Sunday, October 17, 2010

Of mothers and the Great Mother

Images are tricky things. They can be useful, but also limiting. Listen to the poet:

My mind dreams up this image
I could make with clay.
But is Mother clay?
It's a waste of labor.
She has a sword, a necklace of skulls.
Is Mother then an image of clay?
Can an image of clay
Cool the mind's fever?
I've heard the hue of her skin is a dark
That lights the world.
Can an image of clay be made
That marvelous dark with a coat of paint?
And Mother's eyes
Are the sun, the moon, the fire.
What craftsman can render such eyes?
Kali cuts down evil.
Is this the work of straw and clay?

She will scour his mind
And show Herself to Ramprasad.

Grace & Mercy, poem 53, page 61.

There's a certain, dare I say bitter, irony that Navaratri this year started on what would have been the 94th anniversary of my mother's birth and ended during the 20th anniversary of her death. It was what is called a "wrongful" death since the paramedic didn't bother to check her vital signs before attempting to chemically kick start her heart. It had already restarted and the action was just too much for her.

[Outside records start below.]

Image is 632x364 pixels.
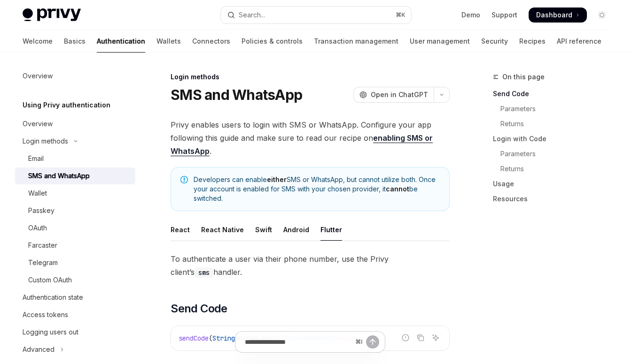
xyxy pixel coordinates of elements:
button: Open in ChatGPT [353,87,434,103]
strong: cannot [386,185,409,193]
div: Email [28,153,44,164]
svg: Note [181,176,188,184]
a: Authentication state [15,289,135,306]
div: React Native [201,219,244,241]
span: To authenticate a user via their phone number, use the Privy client’s handler. [170,252,450,279]
a: Send Code [493,87,617,101]
a: User management [410,30,470,52]
a: Overview [15,68,135,85]
a: Telegram [15,254,135,271]
span: Privy enables users to login with SMS or WhatsApp. Configure your app following this guide and ma... [170,118,450,158]
div: SMS and WhatsApp [28,170,90,182]
button: Send message [366,336,379,349]
span: Dashboard [536,10,572,20]
div: Login methods [23,136,68,147]
a: Passkey [15,202,135,219]
a: Parameters [493,101,617,116]
button: Open search [221,7,412,24]
a: API reference [557,30,601,52]
div: Wallet [28,188,47,199]
a: Login with Code [493,131,617,147]
a: Returns [493,162,617,176]
button: Toggle Login methods section [15,133,135,150]
a: Logging users out [15,324,135,341]
div: Logging users out [23,326,78,338]
button: Toggle Advanced section [15,341,135,358]
span: Send Code [170,301,227,316]
div: Telegram [28,257,58,268]
a: Overview [15,115,135,132]
span: Developers can enable SMS or WhatsApp, but cannot utilize both. Once your account is enabled for ... [193,175,440,203]
div: Overview [23,70,52,82]
a: Dashboard [529,8,587,23]
a: OAuth [15,220,135,237]
div: Swift [255,219,272,241]
a: Email [15,150,135,167]
span: Open in ChatGPT [371,90,428,100]
div: Access tokens [23,309,68,321]
span: On this page [502,71,544,83]
a: Custom OAuth [15,272,135,289]
button: Toggle dark mode [594,8,609,23]
div: Passkey [28,205,54,216]
span: ⌘ K [396,11,405,19]
a: Demo [461,10,480,20]
strong: either [267,176,286,184]
a: Usage [493,176,617,191]
a: Wallet [15,185,135,202]
h1: SMS and WhatsApp [170,87,302,103]
div: React [170,219,190,241]
a: Welcome [23,30,52,52]
div: OAuth [28,223,47,234]
div: Search... [239,10,265,21]
a: Transaction management [314,30,399,52]
a: Farcaster [15,237,135,254]
div: Android [284,219,309,241]
a: Parameters [493,147,617,162]
a: Returns [493,116,617,131]
div: Flutter [321,219,342,241]
div: Login methods [170,72,450,82]
a: SMS and WhatsApp [15,167,135,185]
code: sms [194,267,213,278]
h5: Using Privy authentication [23,100,110,111]
div: Custom OAuth [28,275,72,286]
input: Ask a question... [245,332,351,352]
a: Access tokens [15,306,135,323]
div: Advanced [23,344,54,355]
a: Basics [64,30,86,52]
a: Authentication [97,30,145,52]
a: Recipes [519,30,545,52]
a: Policies & controls [242,30,303,52]
img: light logo [23,9,81,22]
div: Overview [23,118,52,129]
a: Resources [493,191,617,206]
a: Wallets [156,30,181,52]
a: Security [481,30,508,52]
a: Support [491,10,517,20]
div: Authentication state [23,292,83,303]
div: Farcaster [28,240,57,251]
a: Connectors [192,30,230,52]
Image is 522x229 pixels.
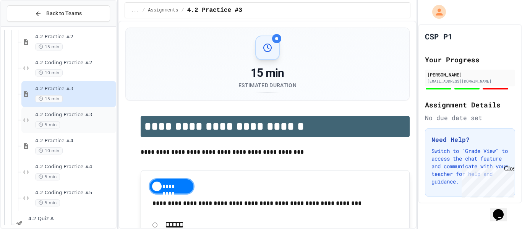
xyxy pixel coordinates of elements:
span: 4.2 Coding Practice #5 [35,190,115,196]
p: Switch to "Grade View" to access the chat feature and communicate with your teacher for help and ... [432,147,509,185]
div: My Account [424,3,448,21]
span: 5 min [35,121,60,128]
div: No due date set [425,113,515,122]
h2: Your Progress [425,54,515,65]
div: [EMAIL_ADDRESS][DOMAIN_NAME] [427,78,513,84]
div: [PERSON_NAME] [427,71,513,78]
span: ... [131,7,140,13]
div: Estimated Duration [239,81,297,89]
span: 4.2 Coding Practice #2 [35,60,115,66]
h2: Assignment Details [425,99,515,110]
button: Back to Teams [7,5,110,22]
span: 5 min [35,173,60,180]
span: 10 min [35,147,63,154]
h3: Need Help? [432,135,509,144]
span: Back to Teams [46,10,82,18]
span: 4.2 Quiz A [28,216,115,222]
span: 4.2 Coding Practice #4 [35,164,115,170]
span: 4.2 Coding Practice #3 [35,112,115,118]
h1: CSP P1 [425,31,453,42]
span: 10 min [35,69,63,76]
div: Chat with us now!Close [3,3,53,49]
span: 4.2 Practice #2 [35,34,115,40]
span: 4.2 Practice #3 [187,6,242,15]
span: 15 min [35,95,63,102]
span: 15 min [35,43,63,50]
span: 5 min [35,199,60,206]
div: 15 min [239,66,297,80]
iframe: chat widget [490,198,515,221]
span: Assignments [148,7,178,13]
iframe: chat widget [459,165,515,198]
span: / [182,7,184,13]
span: / [142,7,145,13]
span: 4.2 Practice #3 [35,86,115,92]
span: 4.2 Practice #4 [35,138,115,144]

The paramedic left town the next day. The attitude of others was basically, she was old and fat, she'd have died anyway, get over it. Sorry, no, but to quote one of my brothers, the one who first got "the call", "Gone, but not forgotten."

For me, the pain has faded and the hole in my heart has scabbed over mostly, but I still have zero tolerance for loud-mouthed braggarts who claim their work is "error-free" so they never check their calculations or run a spell check--and leave the clean up to others. I've worked with some of them--you know who you are.

Finally, since the Hallowed Evening is two weeks away, I'm posting this in honor of Opal Mary and CJ, our father, who joined her 19 months later. For those who believe Samhain/Halloween isn't complete without a spooky story, here's mine:

For years after I moved away from home, I'd receive quiet messages from the Beyond when I was drifting off to sleep. Usually it was a Voice whispering my first name, which I refused to use at that time. However, when I'd hear the Voice, I usually snapped awake. "Huh, what? What do you want?" And the connection vanished.

The evening of Mother's death, I was pretty much poleaxed and couldn't sleep for all the crying. The Voice called my by the name I preferred and said, "It's all right." That was just enough to let me drift into sleep.

Thanks to Whoever and help guide me from even inadvertently harming others.